Tech Sector Compliance Overview
Comprehensive guide to regulatory compliance for technology businesses - UK GDPR, data protection, online safety, cybersecurity, and sector-specific …
If you process or host data, run a cloud service, or operate a web portal or search service, two regimes may apply on top of the rules every information service shares — and both scope by what you operate, not by your sector. The NIS Regulations 2018 put security and incident-reporting duties on cloud computing, online search and online marketplace services at or above a size threshold. The Online Safety Act 2023 puts illegal-content and children's-safety duties on services that host user-generated content or provide search.
Comprehensive guide to regulatory compliance for technology businesses - UK GDPR, data protection, online safety, cybersecurity, and sector-specific …
A confirmation checklist for information service businesses. Work through the cross-cutting duties every information service shares, then the …
Information service businesses — data processing and hosting providers, web portals, news agencies, media-monitoring and other information services …
Understand your legal obligations when using, developing, or distributing software - including open source licensing, commercial agreements, and …
Legal requirements for selling online - including consumer contracts, pre-contract information, cancellation rights, and digital content regulations.

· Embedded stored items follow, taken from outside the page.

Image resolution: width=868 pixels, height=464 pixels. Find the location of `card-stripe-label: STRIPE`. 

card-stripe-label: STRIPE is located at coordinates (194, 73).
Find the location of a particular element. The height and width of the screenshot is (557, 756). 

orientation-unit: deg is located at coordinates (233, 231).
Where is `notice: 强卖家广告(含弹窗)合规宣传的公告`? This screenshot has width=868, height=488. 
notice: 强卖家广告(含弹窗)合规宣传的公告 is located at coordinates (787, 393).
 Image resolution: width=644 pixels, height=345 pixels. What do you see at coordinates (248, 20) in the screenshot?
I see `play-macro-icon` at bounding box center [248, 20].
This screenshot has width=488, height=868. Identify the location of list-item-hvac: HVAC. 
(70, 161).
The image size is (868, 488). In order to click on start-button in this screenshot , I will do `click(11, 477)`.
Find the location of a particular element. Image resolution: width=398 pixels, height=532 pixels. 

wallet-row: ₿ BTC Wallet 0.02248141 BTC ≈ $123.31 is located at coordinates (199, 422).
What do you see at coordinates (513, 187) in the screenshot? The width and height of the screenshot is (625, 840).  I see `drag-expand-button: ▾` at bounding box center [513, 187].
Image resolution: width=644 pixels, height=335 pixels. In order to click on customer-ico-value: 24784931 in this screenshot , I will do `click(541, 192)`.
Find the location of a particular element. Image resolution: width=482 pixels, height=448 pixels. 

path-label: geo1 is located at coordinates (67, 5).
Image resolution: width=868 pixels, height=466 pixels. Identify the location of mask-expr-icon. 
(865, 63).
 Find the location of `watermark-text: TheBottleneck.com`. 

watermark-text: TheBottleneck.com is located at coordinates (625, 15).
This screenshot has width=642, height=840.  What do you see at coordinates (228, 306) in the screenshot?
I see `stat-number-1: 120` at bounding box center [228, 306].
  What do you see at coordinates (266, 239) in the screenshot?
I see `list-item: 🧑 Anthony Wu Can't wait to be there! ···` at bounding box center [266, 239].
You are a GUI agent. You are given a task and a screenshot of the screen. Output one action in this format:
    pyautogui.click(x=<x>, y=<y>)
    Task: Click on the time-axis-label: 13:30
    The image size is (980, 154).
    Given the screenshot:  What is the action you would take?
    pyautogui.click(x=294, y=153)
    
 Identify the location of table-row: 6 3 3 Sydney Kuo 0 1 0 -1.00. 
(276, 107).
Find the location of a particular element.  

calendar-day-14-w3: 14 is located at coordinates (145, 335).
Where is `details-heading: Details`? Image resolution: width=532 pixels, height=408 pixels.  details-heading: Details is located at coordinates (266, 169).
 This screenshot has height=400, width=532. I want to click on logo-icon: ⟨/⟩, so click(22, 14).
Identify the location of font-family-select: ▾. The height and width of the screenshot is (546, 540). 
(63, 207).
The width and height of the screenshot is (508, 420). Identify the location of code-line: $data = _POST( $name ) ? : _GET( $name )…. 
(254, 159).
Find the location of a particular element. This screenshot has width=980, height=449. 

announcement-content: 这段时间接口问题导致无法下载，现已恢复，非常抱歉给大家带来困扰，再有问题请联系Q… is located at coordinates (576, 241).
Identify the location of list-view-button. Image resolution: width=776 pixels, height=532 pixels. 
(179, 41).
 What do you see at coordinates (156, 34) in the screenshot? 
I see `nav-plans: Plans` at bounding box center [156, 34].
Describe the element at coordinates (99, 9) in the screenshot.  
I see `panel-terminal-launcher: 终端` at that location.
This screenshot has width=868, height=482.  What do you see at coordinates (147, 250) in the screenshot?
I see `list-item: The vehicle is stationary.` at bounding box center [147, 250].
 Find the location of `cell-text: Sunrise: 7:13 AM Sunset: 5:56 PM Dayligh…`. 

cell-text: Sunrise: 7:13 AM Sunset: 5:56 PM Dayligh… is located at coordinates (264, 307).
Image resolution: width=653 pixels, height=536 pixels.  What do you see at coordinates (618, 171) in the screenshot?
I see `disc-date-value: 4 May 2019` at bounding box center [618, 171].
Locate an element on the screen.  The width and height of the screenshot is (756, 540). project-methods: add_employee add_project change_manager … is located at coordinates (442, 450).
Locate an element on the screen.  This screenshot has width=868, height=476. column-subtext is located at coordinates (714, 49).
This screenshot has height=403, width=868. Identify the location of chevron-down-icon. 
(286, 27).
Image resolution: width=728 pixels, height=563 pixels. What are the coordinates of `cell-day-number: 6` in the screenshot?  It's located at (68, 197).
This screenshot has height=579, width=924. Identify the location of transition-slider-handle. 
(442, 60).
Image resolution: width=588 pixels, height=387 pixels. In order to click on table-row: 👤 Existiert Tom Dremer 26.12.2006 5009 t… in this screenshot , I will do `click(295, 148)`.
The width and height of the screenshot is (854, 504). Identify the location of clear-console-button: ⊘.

Data-processing, hosting and portal businesses share the duties in run a compliant information service business — led by the processor contract duties under UK GDPR Article 28, which are the day-to-day legal backbone of handling client data. On top of those, two statutory regimes apply only to specific services. Work out whether each one catches what you operate before doing anything else: most small information service businesses are outside both.
The Network and Information Systems Regulations 2018 cover relevant digital service providers (RDSPs) — and only three service types qualify: cloud computing services, online search engines and online marketplaces. Generic web hosting or data processing that is not a cloud computing service is not an RDSP category. Small and micro businesses are exempt: the duties bite only at or above 50 staff or more than €10 million turnover or balance sheet, with a UK head office or nominated UK representative. If you are in scope you must register with the ICO (the competent authority for RDSPs), take appropriate security measures and notify significant incidents. This applies UK-wide.
For the full regime — who is in scope, the security framework and incident reporting — see Network and Information Systems (NIS) Regulations.
The Online Safety Act 2023 regulates user-to-user services (services where users can post or share content other users encounter) and search services with links to the UK. A portal where users post or share content with each other — forums, community posts, user uploads — is likely in scope; if the only user content is comments or reviews on your own published content, a limited-functionality exemption may apply. A search-only portal carries the lighter search-service duty set; a pure data-feed or directory portal with no user interaction is generally out of scope. Scope this per service. Duties — illegal-content risk assessments and safety measures, children's-access assessments and child-safety duties, and transparency — are phased in through Ofcom codes of practice. This applies UK-wide.
Start with understanding the Online Safety Act to confirm whether you are in scope, then work through conducting an illegal content risk assessment and confirm coverage with the Online Safety Act compliance checklist. Ofcom fees and notification apply only to services whose qualifying worldwide revenue exceeds Ofcom's threshold — if that might be you, see Ofcom registration and fees.
Whether or not the NIS Regulations apply, clients buying hosting and data services routinely expect evidence of security good practice. Cyber Essentials certification is voluntary, but it maps onto the technical measures the UK GDPR and NIS both expect, and it is required for many public-sector contracts — see Cyber Essentials certification.
Make sure the cross-cutting duties for your business are in place — see run a compliant information service business — then confirm everything with the information services compliance checklist.